No Absolute Security: All measures described in this guide (including deterministic scripts, Agent Skills, and user precautions) are “best-effort” protections and cannot cover all attack vectors. AI Agent security is a rapidly evolving field, and new attack methods may emerge at any time.

User Responsibility: Users deploying and using Nanobot should independently assess the security risks of their operating environment and adjust the recommendations in this guide according to their specific scenarios. Any losses resulting from incorrect configuration, failure to update promptly, or ignoring security warnings are the sole responsibility of the user.

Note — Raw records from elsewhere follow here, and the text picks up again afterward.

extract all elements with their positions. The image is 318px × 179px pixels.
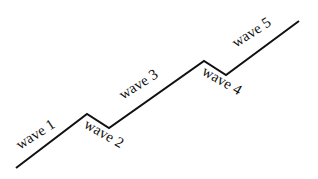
elliott-wave-diagram: wave 1 wave 2 wave 3 wave 4 wave 5 (0, 0, 318, 179)
label-wave-1: wave 1 (13, 116, 58, 153)
label-wave-4: wave 4 (200, 63, 246, 99)
wave-canvas: wave 1 wave 2 wave 3 wave 4 wave 5 (0, 0, 318, 179)
wave-path (16, 21, 299, 168)
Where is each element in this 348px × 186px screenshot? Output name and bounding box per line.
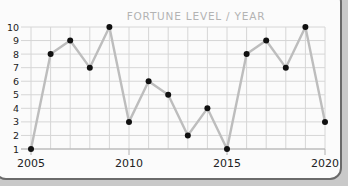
y-tick-label: 9 <box>13 35 19 46</box>
y-tick-label: 1 <box>13 144 19 155</box>
data-point <box>322 119 328 125</box>
x-tick-label: 2020 <box>311 157 339 170</box>
data-point <box>146 78 152 84</box>
x-axis-ticks: 2005201020152020 <box>17 149 339 170</box>
y-tick-label: 5 <box>13 89 19 100</box>
data-point <box>224 146 230 152</box>
data-line <box>31 27 325 149</box>
grid <box>21 27 325 149</box>
data-point <box>126 119 132 125</box>
x-tick-label: 2015 <box>213 157 241 170</box>
y-tick-label: 10 <box>7 22 19 33</box>
data-point <box>28 146 34 152</box>
y-tick-label: 4 <box>13 103 19 114</box>
data-point <box>302 24 308 30</box>
data-point <box>87 65 93 71</box>
data-point <box>263 38 269 44</box>
y-tick-label: 7 <box>13 62 19 73</box>
data-point <box>48 51 54 57</box>
y-tick-label: 8 <box>13 49 19 60</box>
data-point <box>106 24 112 30</box>
x-tick-label: 2010 <box>115 157 143 170</box>
data-point <box>165 92 171 98</box>
line-chart: FORTUNE LEVEL / YEAR 12345678910 2005201… <box>0 0 348 186</box>
data-point <box>283 65 289 71</box>
y-tick-label: 2 <box>13 130 19 141</box>
x-tick-label: 2005 <box>17 157 45 170</box>
y-tick-label: 6 <box>13 76 19 87</box>
y-tick-label: 3 <box>13 116 19 127</box>
data-point <box>244 51 250 57</box>
data-point <box>67 38 73 44</box>
chart-title: FORTUNE LEVEL / YEAR <box>127 10 266 22</box>
y-axis-ticks: 12345678910 <box>7 22 19 155</box>
data-point <box>185 132 191 138</box>
data-point <box>204 105 210 111</box>
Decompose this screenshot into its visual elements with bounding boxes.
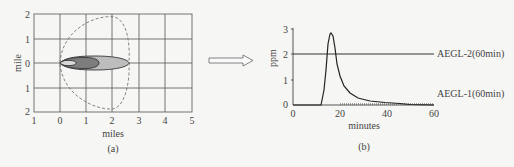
- y-tick: 2: [25, 106, 30, 117]
- x-tick: 2: [110, 115, 115, 126]
- aegl2-label: AEGL-2(60min): [437, 48, 504, 60]
- x-tick: 60: [429, 108, 439, 119]
- x-tick: 3: [137, 115, 142, 126]
- x-tick: 5: [190, 115, 195, 126]
- y-tick: 1: [25, 34, 30, 45]
- y-tick: 2: [283, 49, 288, 60]
- y-axis-label: mile: [12, 54, 23, 72]
- y-tick: 1: [25, 83, 30, 94]
- panel-label-a: (a): [107, 143, 118, 155]
- plume-map-chart: 1 0 1 2 3 4 5 2 1 0 1 2 miles mile (a): [12, 9, 195, 155]
- y-tick: 1: [283, 75, 288, 86]
- aegl1-label: AEGL-1(60min): [437, 88, 504, 100]
- x-tick: 0: [291, 108, 296, 119]
- y-tick: 2: [25, 9, 30, 20]
- x-tick: 1: [32, 115, 37, 126]
- figure: 1 0 1 2 3 4 5 2 1 0 1 2 miles mile (a): [0, 0, 514, 167]
- x-tick: 40: [382, 108, 392, 119]
- concentration-chart: 3 2 1 0 0 20 40 60 ppm minutes AEGL-2(60…: [267, 24, 504, 153]
- x-tick: 4: [163, 115, 168, 126]
- y-tick: 0: [283, 99, 288, 110]
- y-axis-label: ppm: [267, 49, 278, 67]
- inner-plume: [60, 60, 76, 65]
- x-tick: 20: [335, 108, 345, 119]
- y-tick: 0: [25, 58, 30, 69]
- y-tick: 3: [283, 24, 288, 35]
- axes: [291, 28, 434, 105]
- x-tick: 1: [84, 115, 89, 126]
- x-axis-label: miles: [102, 128, 124, 139]
- x-tick: 0: [58, 115, 63, 126]
- concentration-curve: [293, 33, 434, 105]
- x-axis-label: minutes: [348, 120, 380, 131]
- panel-label-b: (b): [358, 141, 370, 153]
- right-arrow-icon: [209, 55, 253, 66]
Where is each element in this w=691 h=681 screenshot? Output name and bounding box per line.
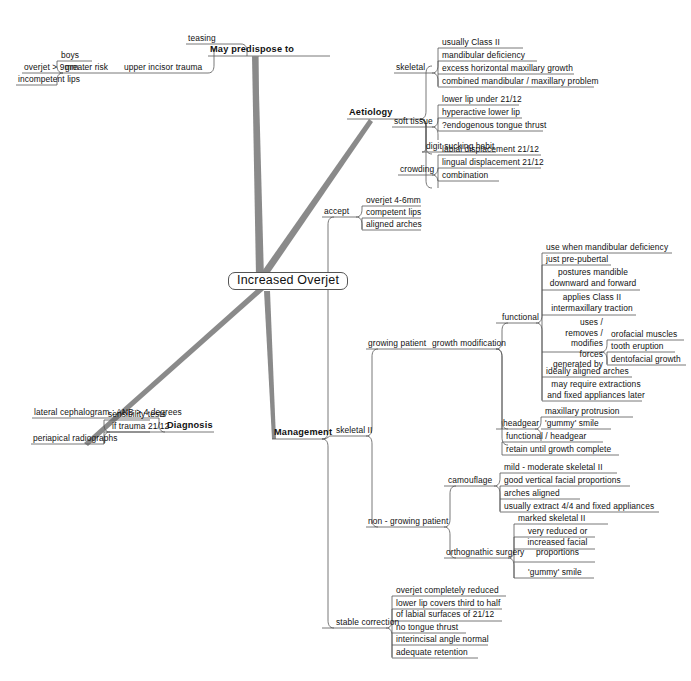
node-usually-extract-44[interactable]: usually extract 4/4 and fixed appliances xyxy=(502,501,656,512)
node-functional[interactable]: functional xyxy=(500,312,541,323)
node-hyperactive-lower-lip[interactable]: hyperactive lower lip xyxy=(440,107,522,118)
node-may-require-extractions[interactable]: may require extractions and fixed applia… xyxy=(544,379,648,400)
mindmap-canvas: Increased Overjet May predispose to teas… xyxy=(0,0,691,681)
node-skeletal-ii[interactable]: skeletal II xyxy=(334,425,374,436)
node-camouflage[interactable]: camouflage xyxy=(446,475,494,486)
node-stable-correction[interactable]: stable correction xyxy=(334,617,401,628)
topic-management[interactable]: Management xyxy=(272,427,334,438)
central-node[interactable]: Increased Overjet xyxy=(228,272,348,290)
node-boys[interactable]: boys xyxy=(59,50,81,61)
node-accept[interactable]: accept xyxy=(322,206,351,217)
node-gummy-smile-surgery[interactable]: 'gummy' smile xyxy=(526,567,584,578)
node-interincisal-angle-normal[interactable]: interincisal angle normal xyxy=(394,634,491,645)
node-no-tongue-thrust[interactable]: no tongue thrust xyxy=(394,622,460,633)
node-excess-horizontal-maxillary-growth[interactable]: excess horizontal maxillary growth xyxy=(440,63,575,74)
node-periapical-radiographs[interactable]: periapical radiographs xyxy=(31,433,120,444)
node-combined-mandibular-maxillary-problem[interactable]: combined mandibular / maxillary problem xyxy=(440,76,601,87)
node-ideally-aligned-arches[interactable]: ideally aligned arches xyxy=(544,366,631,377)
node-postures-mandible[interactable]: postures mandible downward and forward xyxy=(544,267,642,288)
node-uses-removes-modifies-forces[interactable]: uses / removes / modifies forces generat… xyxy=(544,317,605,370)
node-overjet-completely-reduced[interactable]: overjet completely reduced xyxy=(394,585,501,596)
node-skeletal[interactable]: skeletal xyxy=(394,62,427,73)
node-if-trauma-2112[interactable]: if trauma 21/12 xyxy=(110,421,171,432)
topic-may-predispose-to[interactable]: May predispose to xyxy=(208,44,296,55)
node-good-vertical-facial-proportions[interactable]: good vertical facial proportions xyxy=(502,475,623,486)
node-arches-aligned[interactable]: arches aligned xyxy=(502,488,562,499)
topic-aetiology[interactable]: Aetiology xyxy=(347,107,395,118)
node-overjet-9mm[interactable]: overjet > 9mm xyxy=(22,62,81,73)
node-upper-incisor-trauma[interactable]: upper incisor trauma xyxy=(122,62,204,73)
topic-diagnosis[interactable]: Diagnosis xyxy=(165,420,215,431)
node-dentofacial-growth[interactable]: dentofacial growth xyxy=(609,354,683,365)
node-lower-lip-covers-third-to-half[interactable]: lower lip covers third to half of labial… xyxy=(394,598,506,619)
node-lower-lip-under-2112[interactable]: lower lip under 21/12 xyxy=(440,94,524,105)
node-crowding[interactable]: crowding xyxy=(398,164,436,175)
node-orthognathic-surgery[interactable]: orthognathic surgery xyxy=(444,547,526,558)
node-competent-lips[interactable]: competent lips xyxy=(364,207,423,218)
node-growing-patient[interactable]: growing patient xyxy=(366,338,428,349)
node-mandibular-deficiency[interactable]: mandibular deficiency xyxy=(440,50,527,61)
node-growth-modification[interactable]: growth modification xyxy=(430,338,508,349)
node-tooth-eruption[interactable]: tooth eruption xyxy=(609,341,666,352)
node-endogenous-tongue-thrust[interactable]: ?endogenous tongue thrust xyxy=(440,120,548,131)
node-retain-until-growth-complete[interactable]: retain until growth complete xyxy=(504,444,613,455)
node-very-reduced-or-increased-facial-proportions[interactable]: very reduced or increased facial proport… xyxy=(516,526,599,558)
node-adequate-retention[interactable]: adequate retention xyxy=(394,647,470,658)
node-gummy-smile-headgear[interactable]: 'gummy' smile xyxy=(543,418,601,429)
node-usually-class-ii[interactable]: usually Class II xyxy=(440,37,502,48)
node-sensibility-tests[interactable]: sensibility tests xyxy=(106,409,168,420)
node-soft-tissue[interactable]: soft tissue xyxy=(392,116,435,127)
node-incompetent-lips[interactable]: incompetent lips xyxy=(16,74,82,85)
node-mild-moderate-skeletal-ii[interactable]: mild - moderate skeletal II xyxy=(502,462,605,473)
node-applies-class-ii-traction[interactable]: applies Class II intermaxillary traction xyxy=(544,292,640,313)
node-labial-displacement-2112[interactable]: labial displacement 21/12 xyxy=(440,144,541,155)
node-non-growing-patient[interactable]: non - growing patient xyxy=(366,516,450,527)
node-aligned-arches[interactable]: aligned arches xyxy=(364,219,424,230)
node-just-pre-pubertal[interactable]: just pre-pubertal xyxy=(544,254,610,265)
node-maxillary-protrusion[interactable]: maxillary protrusion xyxy=(543,406,622,417)
node-overjet-4-6mm[interactable]: overjet 4-6mm xyxy=(364,195,423,206)
node-teasing[interactable]: teasing xyxy=(186,33,218,44)
node-orofacial-muscles[interactable]: orofacial muscles xyxy=(609,329,679,340)
node-marked-skeletal-ii[interactable]: marked skeletal II xyxy=(516,513,587,524)
node-lingual-displacement-2112[interactable]: lingual displacement 21/12 xyxy=(440,157,546,168)
node-combination[interactable]: combination xyxy=(440,170,490,181)
node-headgear[interactable]: headgear xyxy=(501,418,541,429)
node-use-when-mandibular-deficiency[interactable]: use when mandibular deficiency xyxy=(544,242,670,253)
node-functional-headgear[interactable]: functional / headgear xyxy=(504,431,588,442)
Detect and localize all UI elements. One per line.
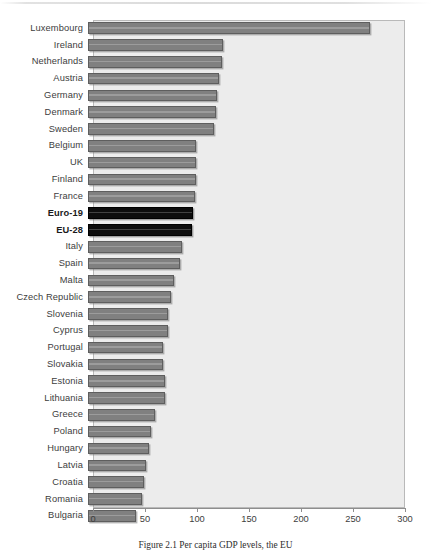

Not a Substitute for Professional Security Audits: This guide is not a replacement for professional security audits, penetration testing, or compliance assessments. For scenarios involving sensitive data, financial assets, or critical infrastructure, it is strongly recommended to hire a professional security team for an independent evaluation.

Third-Party Dependencies: The security of third-party libraries, API services, and platforms that Nanobot relies on (such as Telegram, WhatsApp, and LLM providers) is beyond the scope of this guide. Users should monitor security advisories for relevant dependencies and update them promptly.

Scope of Non-Liability: The maintainers and contributors of the Nanobot project shall not be held liable for any direct, indirect, incidental, or consequential damages arising from the use of this guide or the Nanobot software.

Use of this software indicates that you understand and accept the aforementioned risks.